Albert Venn Dicey in academic robes

As the referendum on Scottish independence approaches in 2014, new research shows how a founding father of constitutional law in the United Kingdom was advocating a referendum at the height of the Victorian age.  His hope was that it would hold the Union together despite parliamentary initiatives to establish Home Rule in Ireland.

If the popular vote goes against Scottish independence, it may well have the result that Dicey himself was contemplating when he advocated the referendum

Dr John Allison

An independence referendum, which might now result in the break-up of the United Kingdom, was being advocated as early as 1888, newly-published papers reveal.

The documents appear in the book Comparative Constitutionalism, a compilation of largely-unpublished lectures by the British jurist A. V. Dicey.

It shows that, 125 years prior to the forthcoming Scottish referendum, the leading British constitutional lawyer was, similarly, advocating a referendum, not to break up the Union but specifically to prevent national separation.

Dicey was calling for this in Ireland, but the book’s editor, Dr John Allison, from the University of Cambridge, suggested that his ideas could be realised in Scotland next year if the “no” vote wins out.

“If the popular vote goes against Scottish independence, it may well have the result that Dicey himself was contemplating when he advocated the referendum,” Allison said. “The referendum could end up having been an effective obstacle to national separation if this is the result, maintaining the Union and deferring further initiatives on Scottish independence for the foreseeable future. In short, it will have served the main political purpose Dicey originally hoped it would.”

Dicey (1835-1922), who popularised the phrase “the rule of law” and helped to enshrine parliamentary sovereignty as the constitution’s other main principle, is widely recognised as the founder of modern constitutional law.

But he was also the referendum’s first English advocate – not because he was against the Union, but out of a respect for popular sovereignty and the will of the people. Dicey advocated the referendum to counteract the domination and machinations of the leading political parties in Parliament. His hope was that a popular vote in a referendum would, in practice, go against Home Rule, and therefore preserve the Union in which he believed.

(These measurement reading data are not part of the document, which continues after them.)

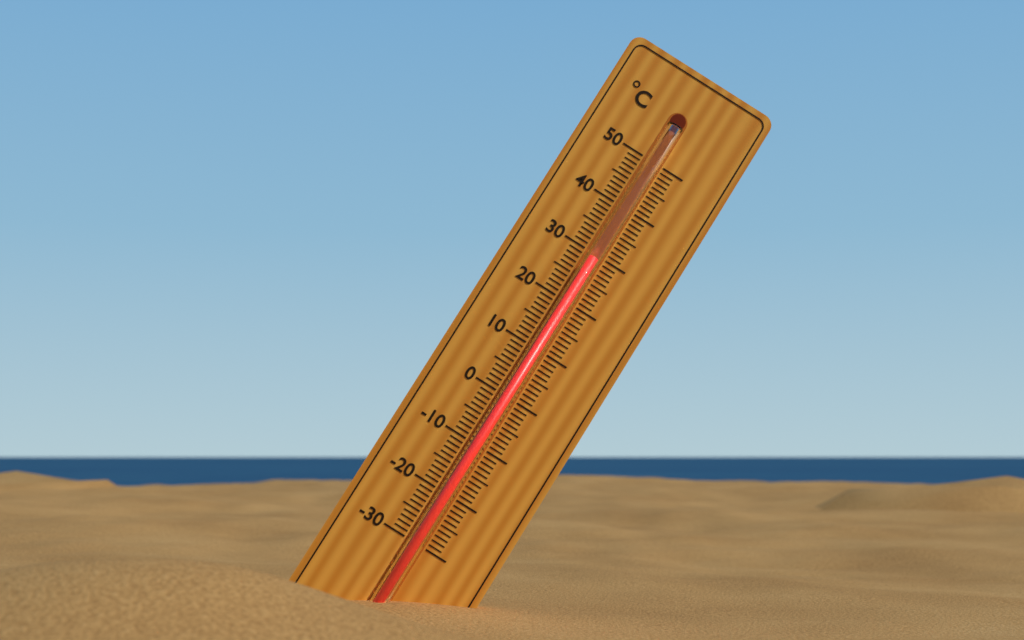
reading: 29 °C
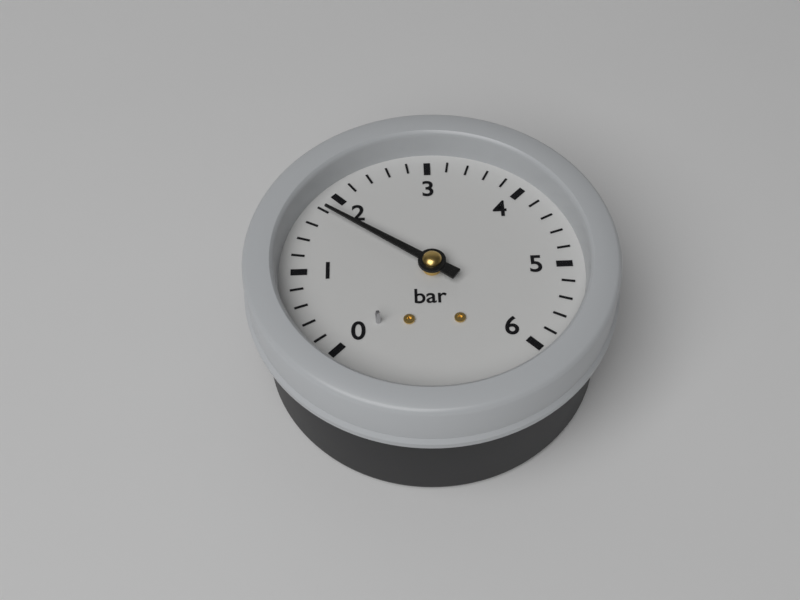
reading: 1.8 bar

He advocated the referendum after the Government of Ireland Bill 1886 (the First Home Rule Bill) had been defeated in Parliament by a narrow margin. His fear was that Parliament would later successfully pass a bill that repealed the 1800 Act of Union and establish Irish independence. Believing that the people of the United Kingdom desired Union, and that the parliamentary initiatives on Home Rule reflected the manoeuvrings of the leading political parties, Dicey saw the referendum as a desirable obstacle to independence.

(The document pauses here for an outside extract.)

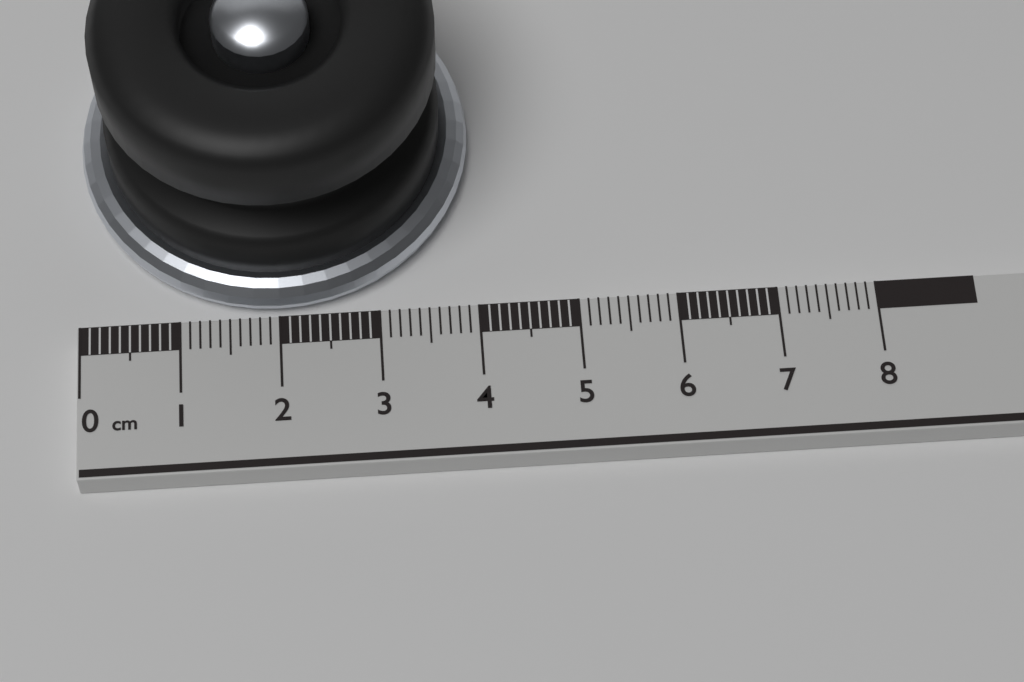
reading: 4.0 cm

He hoped that this device would enable any future parliamentary bills on the subject to be defeated as well. In his “Memorandum on English Party System of Government” (1888), believed to be the earliest English advocacy of a referendum, he specifically promoted the idea of a popular vote in a referendum as a “remedy […] for lessening […] the bad results of the party system”.

Comparative Constitutionalism also features a previously unpublished lecture in which Dicey expressed comparable ideas about Scotland. In his lecture entitled “Scottish Constitution – The Union” (1906), he stressed the numerous advantages the country derived from its connection with Britain. Dicey firmly believed in both the power and economic advantages of a united nation. He characterised the Union as “a distinct bargain” for all involved, with advantages including “freedom of trade throughout the whole of Great Britain”.

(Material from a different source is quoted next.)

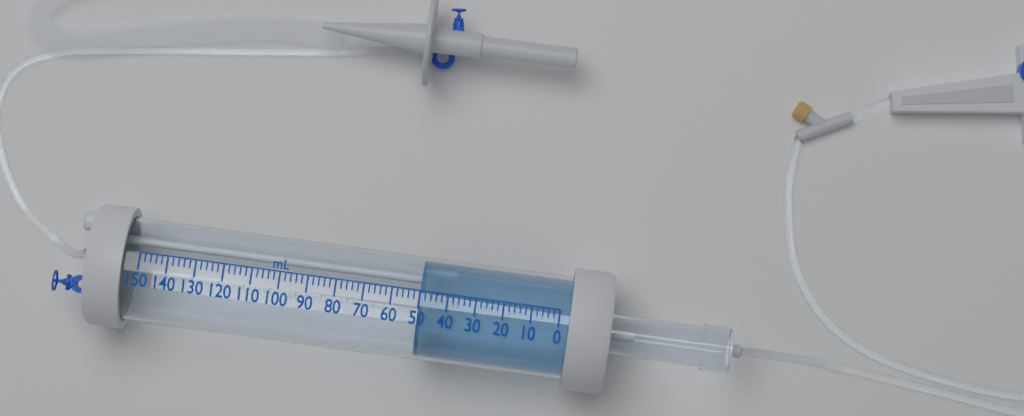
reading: 50 mL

Dicey’s support for a popular vote in a referendum was not, however, simply a mechanism to achieve his own political ends. He seems truly to have believed not only in Parliament’s sovereignty, but also in a more fundamental popular sovereignty.

According to another previously unpublished lecture, entitled “Representative Government” (1900), it was a representative parliament’s basic duty to represent the people, and when their parliamentary representatives did not do so, they would have to sustain a “heavy blow” struck against their moral authority. The newly-published lectures highlight the strength of his belief in the importance of popular sovereignty, expressed both in his advocacy of the referendum, and his account of representative government.

For Dr. Allison, critics (and advocates) of Dicey’s work should pay careful attention to these lectures and be open to reconsidering their original positions under the further light they shed on his constitutional thought. “Though commentators have in the past criticised Dicey’s preoccupation with parliament and the common law courts, and relative inattention to executive government, it is crucial that they now examine the careful attention he later gave in his comparative constitutional lectures to representative government, party government, and parliamentarism,” he said.